At that point the spreadsheet still works, but understanding it requires a kind of archaeological effort. The same problem plagues LLM-produced code. Even when it works, no human has been burdened with understanding it.

Organic growth is wonderful during exploration. It is much less wonderful during maintenance.

When Structure Should Appear

Spreadsheets are at their best when you’re figuring out a model. They allow you to explore the space quickly and discover what the underlying structure actually is. After a while, though, that structure usually becomes clear. You can see what the entities are, what relationships exist between them, and what transformations need to happen to the data.

In other words, the data model has emerged.

That is usually the point where the spreadsheet has already done its most valuable work. Once the model is understood, the sensible, often ignored next step is to make the structure explicit and build a system around it.

That system might be a small application, a database-backed tool, or even a simple script that processes structured input. The exact technology isn’t important. What matters is that the logic stops being hidden inside a grid of cells and instead becomes something that can be read, versioned, and maintained.

This is the same transition that many teams will likely soon need to make with LLM-driven workflows and codebases. LLMs can help in discovering what the workflow should look like. But once the workflow stabilizes, the structure should move into crafted code and well-defined data models, allowing a developer to rationalize, document and secure the system.

When the Spreadsheet Is the System

Of course, in practice many spreadsheets never get replaced. They are embedded in workflows, relied upon by teams, and “good enough” that nobody wants to invest time in rebuilding them. Perhaps the use case is too small to merit any further development.

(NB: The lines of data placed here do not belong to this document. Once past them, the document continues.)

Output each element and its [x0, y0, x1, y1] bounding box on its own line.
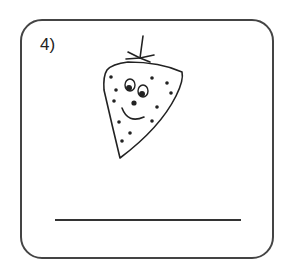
strawberry-icon: [0, 0, 288, 271]
answer-line[interactable]: [55, 219, 241, 221]
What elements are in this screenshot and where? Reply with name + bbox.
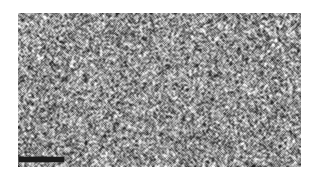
micrograph-figure (0, 0, 315, 179)
micrograph-canvas (18, 13, 301, 167)
micrograph-image (18, 13, 301, 167)
scale-bar (19, 157, 64, 162)
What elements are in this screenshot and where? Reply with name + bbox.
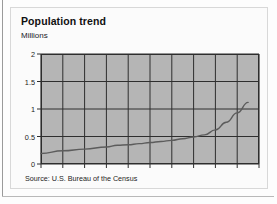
screenshot-root: Population trend Millions 00.511.52 1800…	[0, 0, 277, 204]
y-tick-label-0.5: 0.5	[17, 132, 35, 141]
plot-svg	[41, 54, 259, 164]
source-note: Source: U.S. Bureau of the Census	[25, 174, 137, 183]
plot-wrap: 00.511.52 180018201840186018801900192019…	[41, 54, 259, 164]
y-tick-label-0: 0	[17, 160, 35, 169]
y-tick-label-2: 2	[17, 50, 35, 59]
y-tick-label-1.5: 1.5	[17, 77, 35, 86]
y-tick-label-1: 1	[17, 105, 35, 114]
page-rule-left	[2, 0, 3, 196]
chart-title: Population trend	[21, 15, 106, 27]
page-rule-bottom	[2, 196, 274, 197]
y-axis-unit-label: Millions	[21, 31, 48, 40]
data-line-population	[41, 102, 248, 153]
figure-card: Population trend Millions 00.511.52 1800…	[10, 7, 268, 189]
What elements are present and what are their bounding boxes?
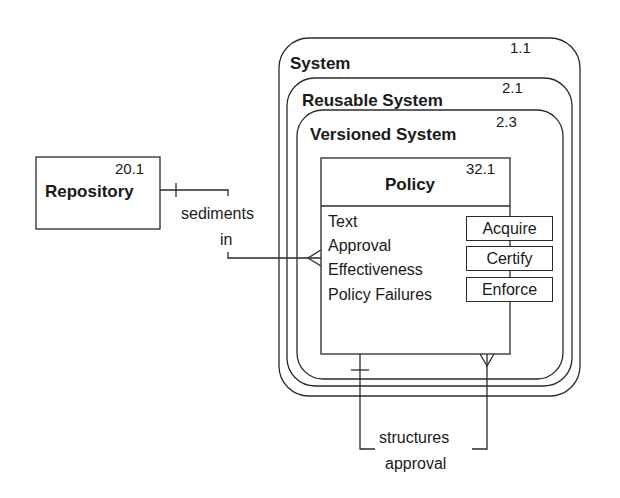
versioned-system-label: Versioned System [310, 126, 456, 143]
policy-id: 32.1 [466, 161, 495, 176]
reusable-system-label: Reusable System [302, 92, 443, 109]
attribute-text: Text [328, 214, 357, 230]
sediments-label-line2: in [220, 232, 232, 248]
structures-label-line2: approval [385, 456, 446, 472]
attribute-effectiveness: Effectiveness [328, 262, 423, 278]
operation-enforce[interactable]: Enforce [466, 277, 553, 302]
operation-acquire[interactable]: Acquire [466, 216, 553, 241]
sediments-label-line1: sediments [181, 206, 254, 222]
operation-certify[interactable]: Certify [466, 246, 553, 271]
structures-connector-right [472, 354, 487, 449]
system-id: 1.1 [510, 40, 531, 55]
versioned-system-id: 2.3 [496, 114, 517, 129]
structures-label-line1: structures [379, 430, 449, 446]
sediments-connector-bottom [228, 252, 321, 258]
sediments-connector-top [160, 190, 228, 196]
attribute-approval: Approval [328, 238, 391, 254]
repository-id: 20.1 [115, 161, 144, 176]
repository-title: Repository [45, 183, 134, 200]
reusable-system-id: 2.1 [502, 80, 523, 95]
policy-title: Policy [385, 176, 435, 193]
system-label: System [290, 55, 350, 72]
structures-connector-left [360, 354, 375, 449]
attribute-policy-failures: Policy Failures [328, 287, 432, 303]
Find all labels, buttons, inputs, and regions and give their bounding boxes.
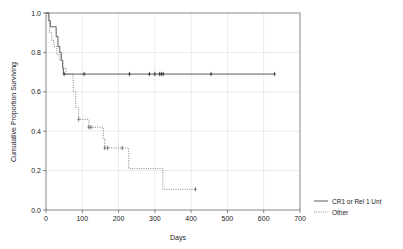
survival-chart: 01002003004005006007000.00.20.40.60.81.0… [0,0,403,249]
chart-legend[interactable]: CR1 or Rel 1 UntOther [314,198,382,216]
x-tick-label: 500 [222,215,234,222]
x-tick-label: 100 [76,215,88,222]
series-lines [46,13,275,189]
y-tick-label: 0.8 [31,49,41,56]
x-tick-label: 600 [258,215,270,222]
y-tick-label: 0.2 [31,167,41,174]
axis-tick-labels: 01002003004005006007000.00.20.40.60.81.0 [31,10,306,223]
y-tick-label: 1.0 [31,10,41,17]
plot-frame [46,13,300,210]
grid-lines [46,13,300,210]
series-line-0 [46,13,275,74]
x-tick-label: 0 [44,215,48,222]
x-axis-title: Days [170,234,186,242]
x-tick-label: 400 [185,215,197,222]
legend-label-0[interactable]: CR1 or Rel 1 Unt [332,198,382,205]
x-tick-label: 200 [113,215,125,222]
y-tick-label: 0.4 [31,128,41,135]
x-tick-label: 700 [294,215,306,222]
y-tick-label: 0.6 [31,88,41,95]
x-tick-label: 300 [149,215,161,222]
y-axis-title: Cumulative Proportion Surviving [10,62,18,162]
y-tick-label: 0.0 [31,207,41,214]
censor-marks [63,72,276,192]
legend-label-1[interactable]: Other [332,209,349,216]
axis-ticks [43,13,300,213]
chart-container: 01002003004005006007000.00.20.40.60.81.0… [0,0,403,249]
series-line-1 [46,13,195,189]
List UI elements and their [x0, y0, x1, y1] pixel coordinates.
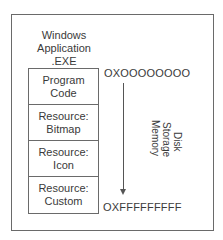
- arrow-line: [123, 83, 124, 191]
- exe-title: Windows Application .EXE: [26, 29, 102, 68]
- segment-label: Bitmap: [38, 123, 88, 136]
- label-line-3: Memory: [150, 120, 161, 156]
- arrow-down-icon: [120, 189, 126, 195]
- title-line-2: Application: [26, 42, 102, 55]
- end-address: OXFFFFFFFFF: [103, 201, 182, 213]
- title-line-1: Windows: [26, 29, 102, 42]
- title-line-3: .EXE: [26, 55, 102, 68]
- segment-label: Program: [42, 74, 84, 87]
- segment-label: Code: [42, 87, 84, 100]
- segment-label: Resource:: [38, 182, 88, 195]
- exe-segment-stack: Program Code Resource: Bitmap Resource: …: [28, 68, 99, 214]
- segment-program-code: Program Code: [29, 69, 98, 105]
- segment-label: Custom: [38, 195, 88, 208]
- segment-label: Resource:: [38, 110, 88, 123]
- start-address: OXOOOOOOOO: [104, 67, 190, 79]
- segment-resource-bitmap: Resource: Bitmap: [29, 105, 98, 141]
- segment-resource-custom: Resource: Custom: [29, 177, 98, 212]
- segment-resource-icon: Resource: Icon: [29, 141, 98, 177]
- disk-storage-memory-label: Disk Storage Memory: [150, 120, 200, 172]
- segment-label: Icon: [38, 159, 88, 172]
- label-line-1: Disk: [172, 132, 183, 151]
- segment-label: Resource:: [38, 146, 88, 159]
- label-line-2: Storage: [161, 122, 172, 157]
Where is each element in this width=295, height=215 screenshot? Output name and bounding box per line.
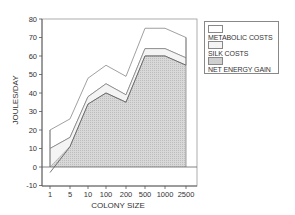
legend-swatch (208, 25, 223, 33)
svg-text:0: 0 (33, 163, 37, 172)
legend-swatch (208, 57, 223, 65)
legend-label: NET ENERGY GAIN (208, 66, 271, 73)
legend-label: SILK COSTS (208, 50, 248, 57)
svg-text:60: 60 (29, 52, 37, 61)
svg-text:2500: 2500 (178, 190, 195, 199)
svg-text:100: 100 (100, 190, 113, 199)
legend-item-net-energy-gain: NET ENERGY GAIN (208, 57, 271, 73)
plot-area (42, 19, 197, 186)
svg-text:-10: -10 (26, 181, 37, 190)
x-axis-label: COLONY SIZE (91, 201, 145, 210)
svg-text:10: 10 (84, 190, 92, 199)
svg-text:30: 30 (29, 107, 37, 116)
svg-text:70: 70 (29, 33, 37, 42)
svg-text:1000: 1000 (157, 190, 174, 199)
legend-item-metabolic-costs: METABOLIC COSTS (208, 25, 273, 41)
legend: METABOLIC COSTS SILK COSTS NET ENERGY GA… (204, 21, 279, 74)
svg-text:50: 50 (29, 70, 37, 79)
svg-text:80: 80 (29, 15, 37, 24)
legend-label: METABOLIC COSTS (208, 34, 273, 41)
svg-text:200: 200 (120, 190, 133, 199)
legend-swatch (208, 41, 223, 49)
svg-text:500: 500 (139, 190, 152, 199)
svg-text:20: 20 (29, 126, 37, 135)
legend-item-silk-costs: SILK COSTS (208, 41, 248, 57)
svg-text:10: 10 (29, 144, 37, 153)
y-axis-label: JOULES/DAY (11, 75, 20, 125)
svg-text:40: 40 (29, 89, 37, 98)
svg-text:1: 1 (48, 190, 52, 199)
svg-text:5: 5 (68, 190, 72, 199)
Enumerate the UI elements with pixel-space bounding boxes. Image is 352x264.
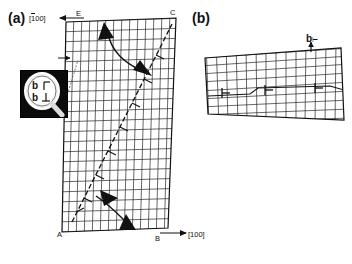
- figure-root: (a) [100] E C A B [100] b=1/2⟨0⟩ b=1/2⟨0…: [0, 0, 352, 264]
- burgers-vector-label-b: b⊢: [306, 28, 318, 46]
- panel-a-drawing: [0, 0, 352, 264]
- inset-label-b-2: b: [32, 92, 38, 103]
- magnifier-inset: b b: [20, 70, 68, 118]
- panel-a-lattice-grid: [55, 10, 190, 245]
- dislocation-symbol-glyph: ⊢: [312, 36, 318, 43]
- magnifier-handle: [52, 104, 62, 115]
- panel-b-label: (b): [192, 10, 210, 26]
- magnifier-drawing: b b: [21, 71, 67, 117]
- inset-label-b-1: b: [32, 80, 38, 91]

When that happens, the best option is to at least impose some discipline on the spreadsheet itself. Here’s a two things you can do with a spreadsheet and one you can do on a LLM-generated codebase.

Access Control

When a spreadsheet becomes a legitimate, solidified part of business, it needs to be treated with the same respect as other business practices – including control over who has access to what. Most modern spreadsheets allow varying levels of access control, to the file itself, or a specific sheet, or even more granular to limit access to certain cells to specific people.

Prevent User Errors

Many spreadsheet tools allow you to lock cells that contain formulas so they cannot be edited accidentally. You can separate inputs from calculations so that users only interact with clearly defined areas. Named ranges can replace fragile positional references, making formulas easier to read and less likely to break when rows move around.

Input validation can prevent impossible values from appearing in key cells. Sheets can be protected so that only specific parts remain editable. Even simple documentation inside the spreadsheet can make a large difference when someone new tries to understand how it works.

None of this transforms a spreadsheet into a perfectly engineered system, but it reduces the probability that a single accidental edit silently corrupts the logic.

How to mitigate a vibe coded system / LLM-generated codebase

Have a professional rewrite it.

The Lesson

The similarity between spreadsheets and LLMs is that both allow you to postpone formal structure. They let you build first and understand later.

That capability is valuable. Many problems are easier to solve once you have experimented with them. But experimentation is only the first phase of engineering.

At some point the structure that was discovered during exploration needs to be made explicit. Data models need to be defined, rules need to be encoded clearly, and the system needs to be understandable by someone who wasn’t present when it was first created.

Prototypes that accidentally become production systems have a habit of turning maintenance into archaeology.

In case that feels painfully familiar, my business, Out of the Box Software, specializes in this type of archaeology and stabilization and salvage of rapid-prototyped and obsoleted systems.


Comments

Leave a Reply

Your email address will not be published. Required fields are marked *

This site uses Akismet to reduce spam. Learn how your comment data is processed.